American, contemporary.
Born c. 1915, Montgomery, Alabama; died 2014, Tuscaloosa, Alabama.
Frank Calloway was born sometime between 1896 and 1913 in Montgomery, Alabama. He spent his life as a laborer, working mostly on farms, logging and building roads. He claims to have begun drawing as a small child, although, he explains, his working hours as a laborer prevented him from making art. Diagnosed as schizophrenic in 1952, Calloway was committed to Bryce Hospital and the Alabama Department of Mental Health in Tuscaloosa. He currently resides in the Alice M. Kidd Nursing Facility in Tuscaloosa.
Calloway’s imagery is primarily agrarian and depicts the Old South as he remembers it. He draws on butcher paper using crayon, pen, and marker. The scrolls are either 24 or 36 inches high, and anywhere from 8 feet to over 60 feet long. It is unclear whether he intends to make one artwork, or if he is embedding many separate artworks on one sheet. When asked about the content of his work he replied, simply, "I do my best.”
- Courtesy Andrew Edlin Gallery
Selected Solo Exhibitions
2011, Frank Calloway, Andrew Edlin Gallery, New York
2009, Frank Calloway: Pageants from the Old South, Andrew Edlin Gallery, New York
2006, Frank Calloway, Kentuck Museum, Northport (Alabama)
Selected Group Exhibitions
2016, World Made By Hand, Andrew Edlin Gallery, New York
2009, In Through the Out Door, Andrew Edlin Gallery, New York
2008, The Marriage of Science, Art and Philosophy, American Visionary Art Museum, Baltimore
2006, Consumer Art Exhibition, Montgomery Museum of Fine Arts, Montgomery
Selected Bibliography
Kley, Elisabeth, "Frank Calloway at Andrew Edlin," artnet, March 2011.
Smith, Roberta, "Frank Calloway: 'Pageants from the Old South,'" New York Times, May 8, 2009.
Karlins, N.F., "Out Is In," artnet, January 2009.
"Artist Turns 112, Draws on Experience," Associated Press, July 21, 2008.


**Exercise objective**
Reproduce exactly the line that contains "i want to find person. Give me its bbox." and every line after it through the end of the records below, leaving out all pictures.

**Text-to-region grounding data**
------------------------------------

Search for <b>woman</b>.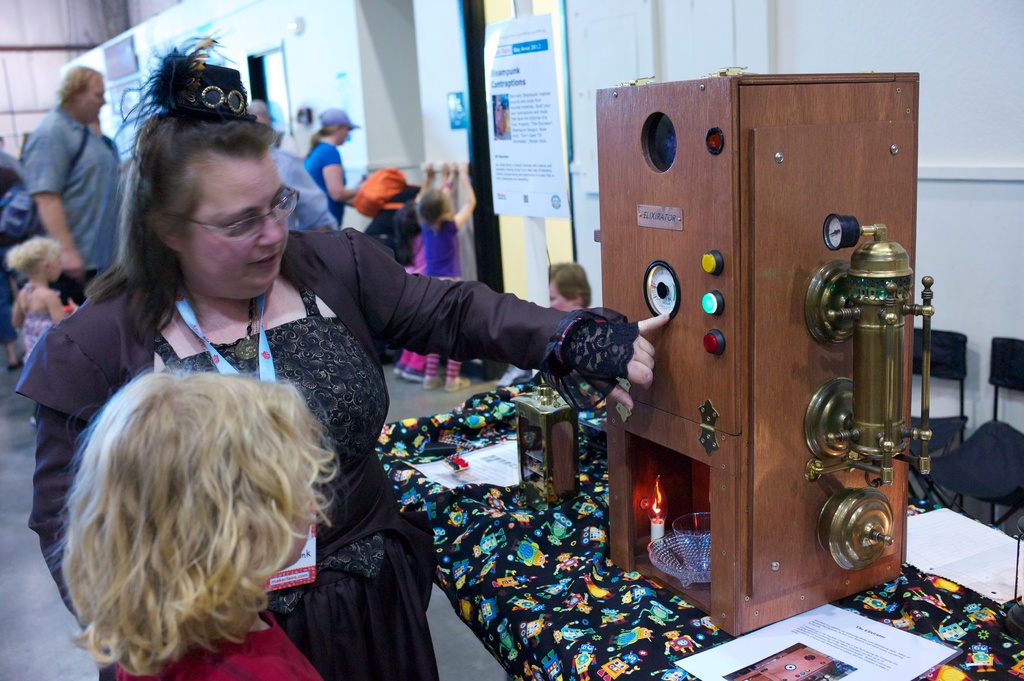
Found at l=5, t=40, r=673, b=680.
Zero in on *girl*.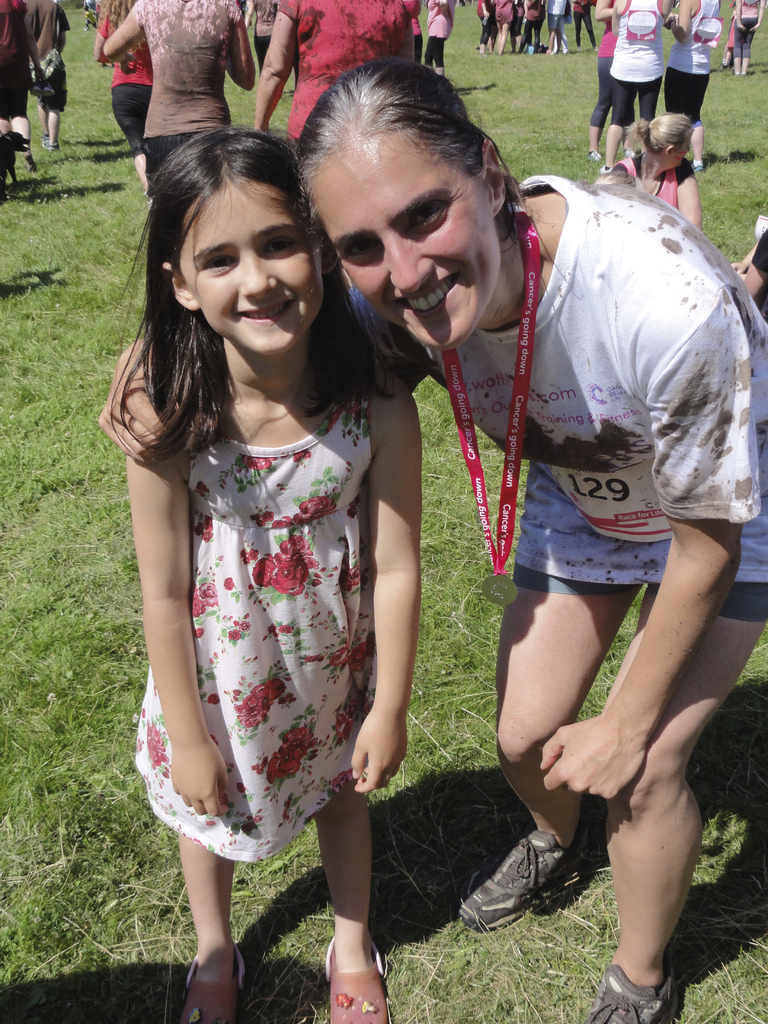
Zeroed in: {"left": 124, "top": 123, "right": 427, "bottom": 1023}.
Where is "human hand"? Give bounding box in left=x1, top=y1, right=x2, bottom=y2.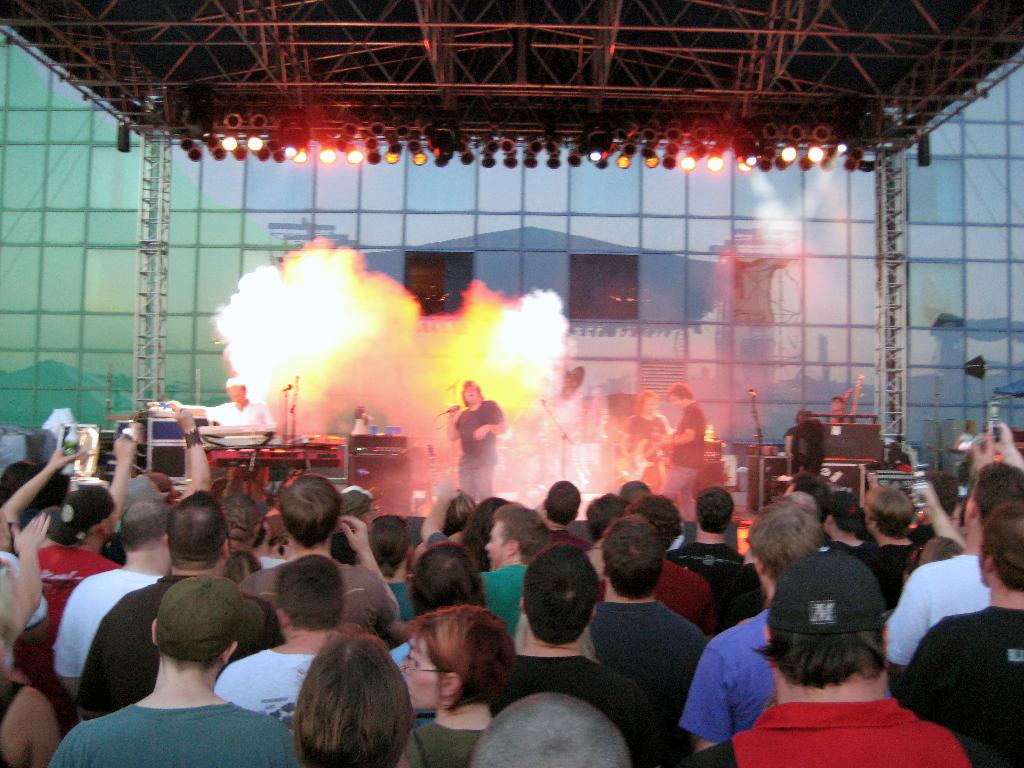
left=433, top=472, right=460, bottom=506.
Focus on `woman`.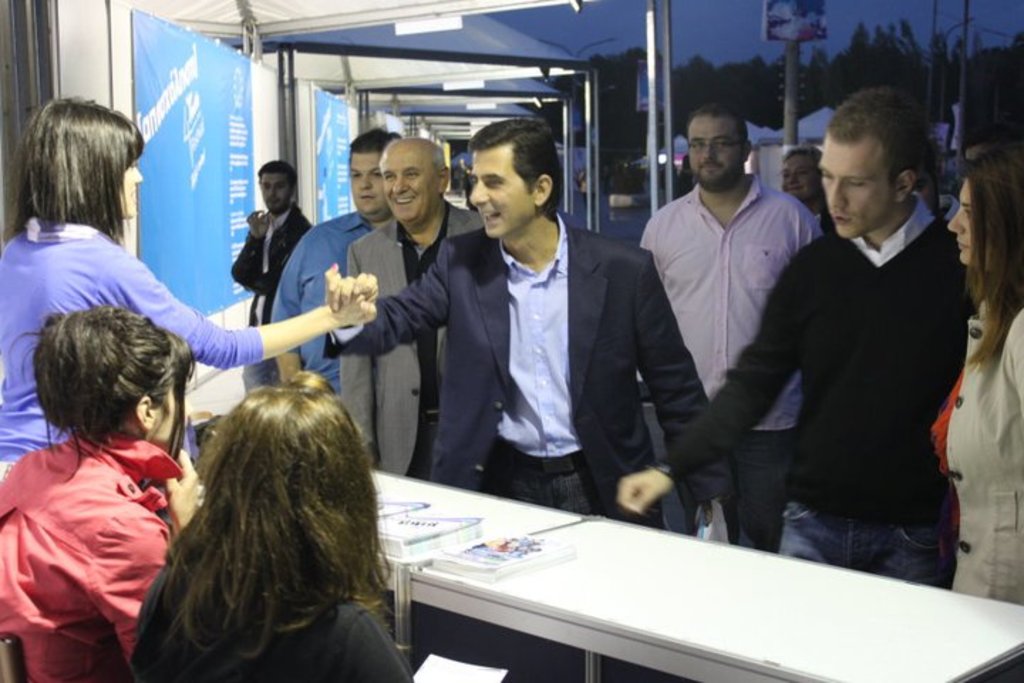
Focused at <bbox>934, 142, 1023, 591</bbox>.
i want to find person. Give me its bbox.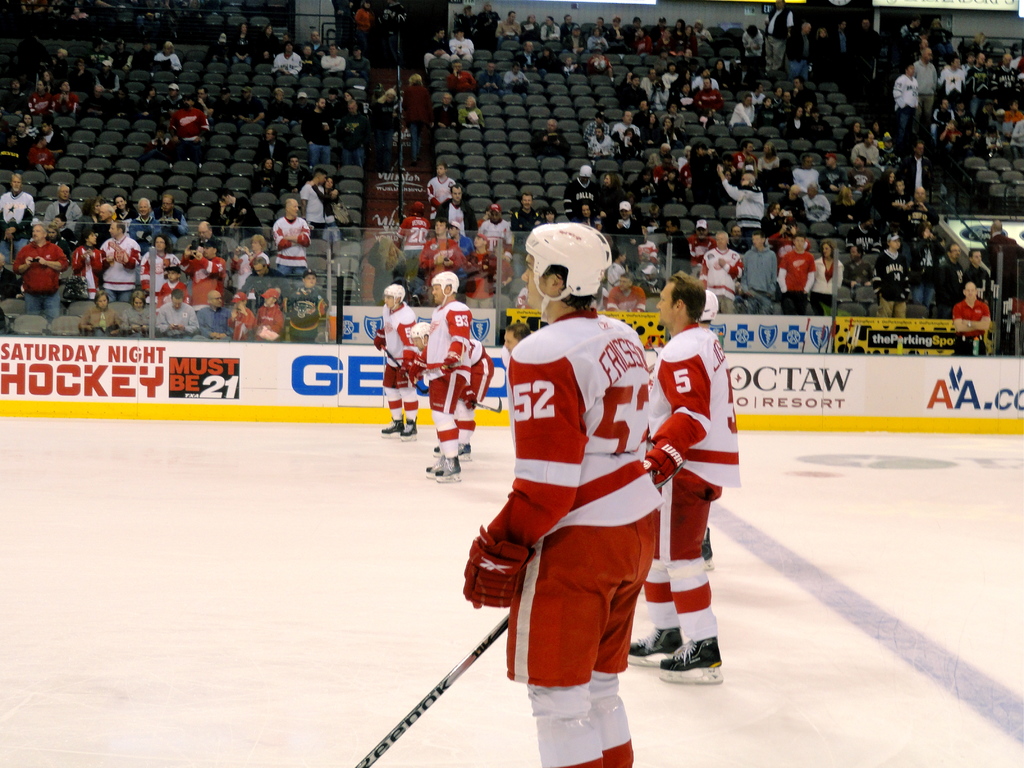
l=913, t=228, r=943, b=306.
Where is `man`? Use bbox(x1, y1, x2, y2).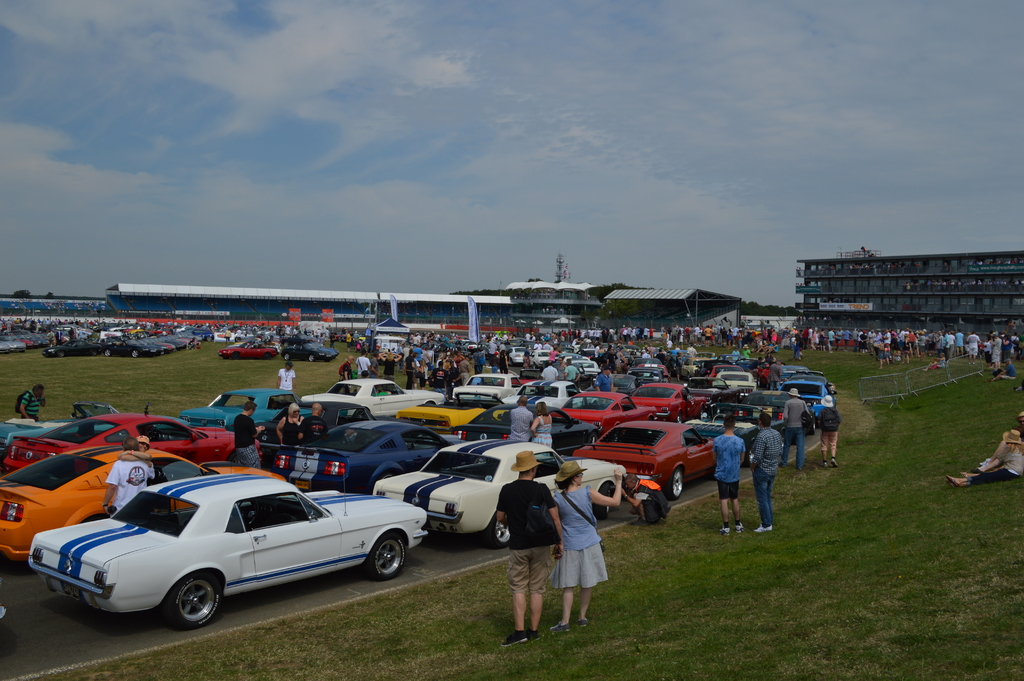
bbox(342, 356, 354, 392).
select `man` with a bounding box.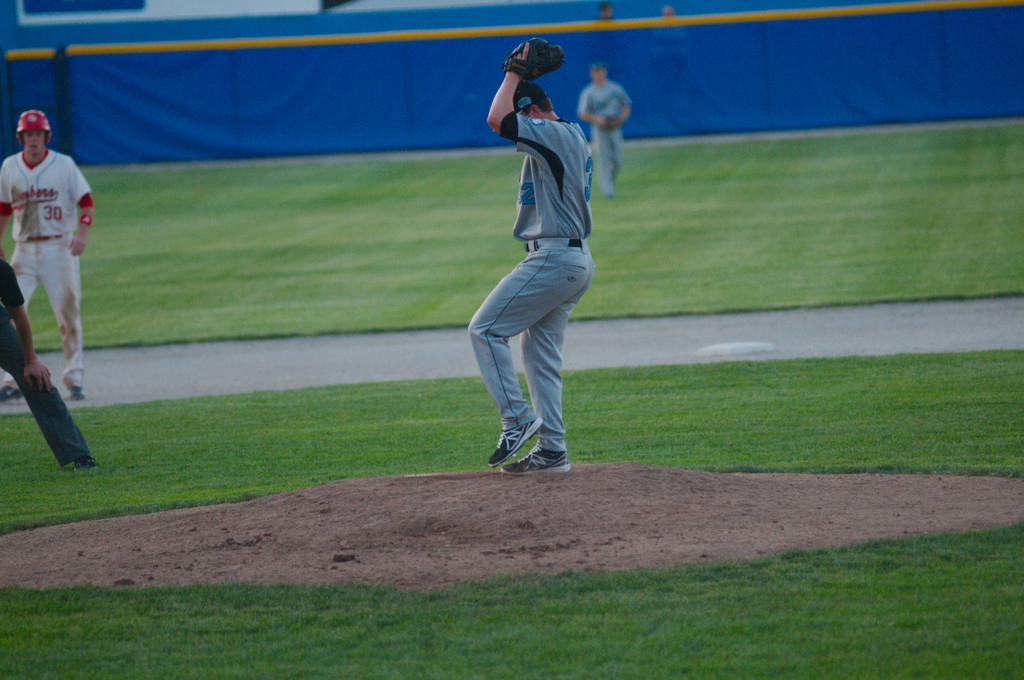
crop(465, 37, 612, 483).
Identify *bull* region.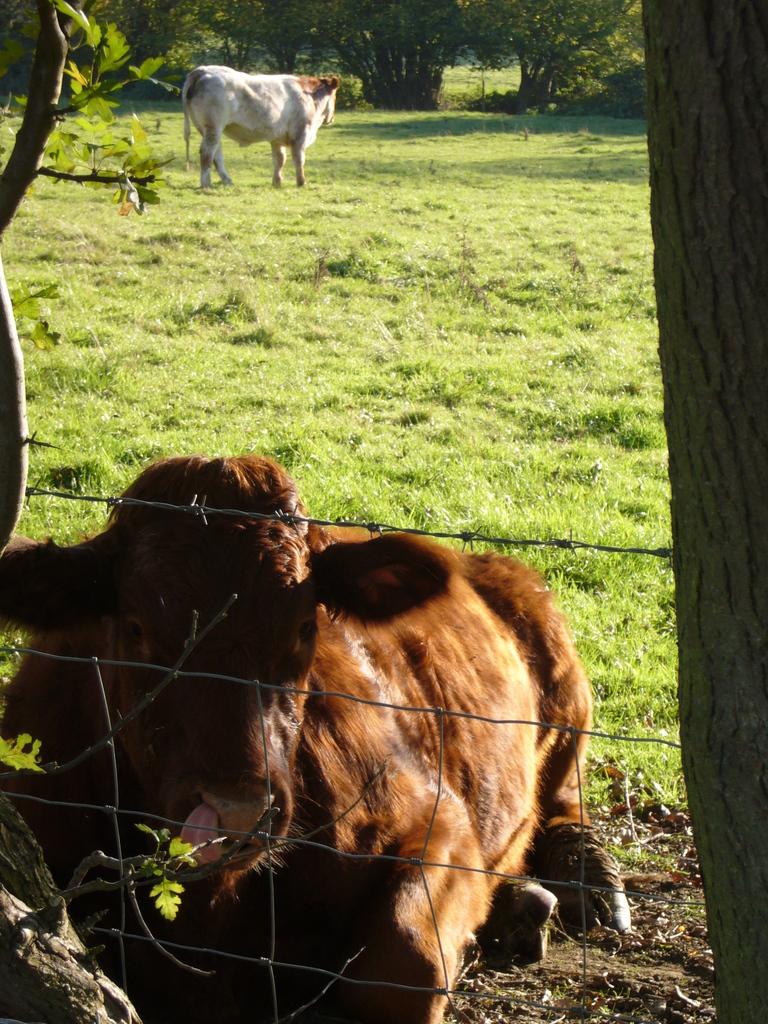
Region: x1=5, y1=440, x2=608, y2=1021.
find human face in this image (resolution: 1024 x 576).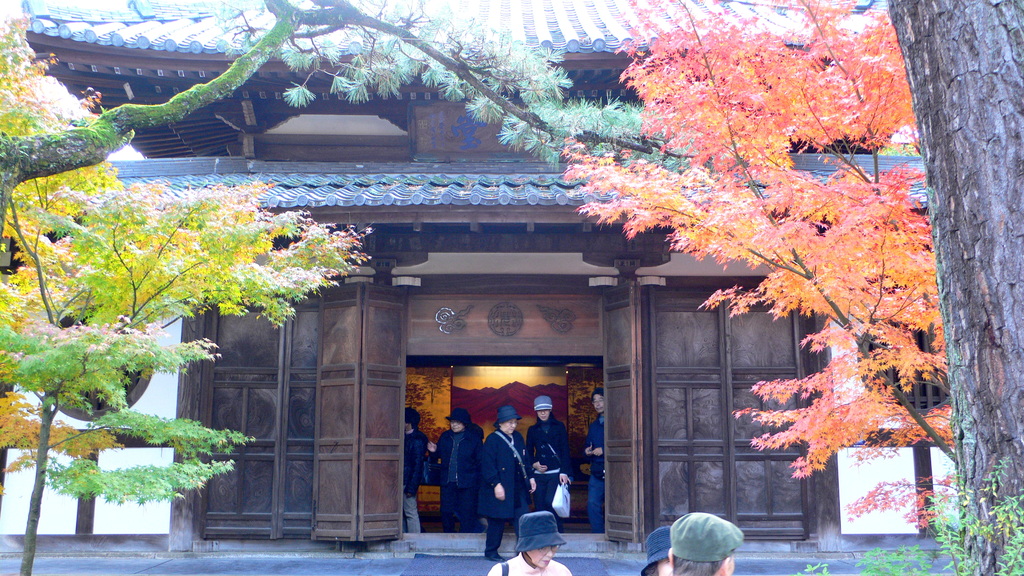
500, 418, 517, 436.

------------------------------------

**Task response**
i want to find person. Give me its bbox.
l=913, t=228, r=943, b=306.
Where is `man`? Use bbox(x1, y1, x2, y2).
bbox(342, 356, 354, 392).
select `man` with a bounding box.
crop(465, 37, 612, 483).
Identify *bull* region.
Region: x1=5, y1=440, x2=608, y2=1021.
find human face in this image (resolution: 1024 x 576).
500, 418, 517, 436.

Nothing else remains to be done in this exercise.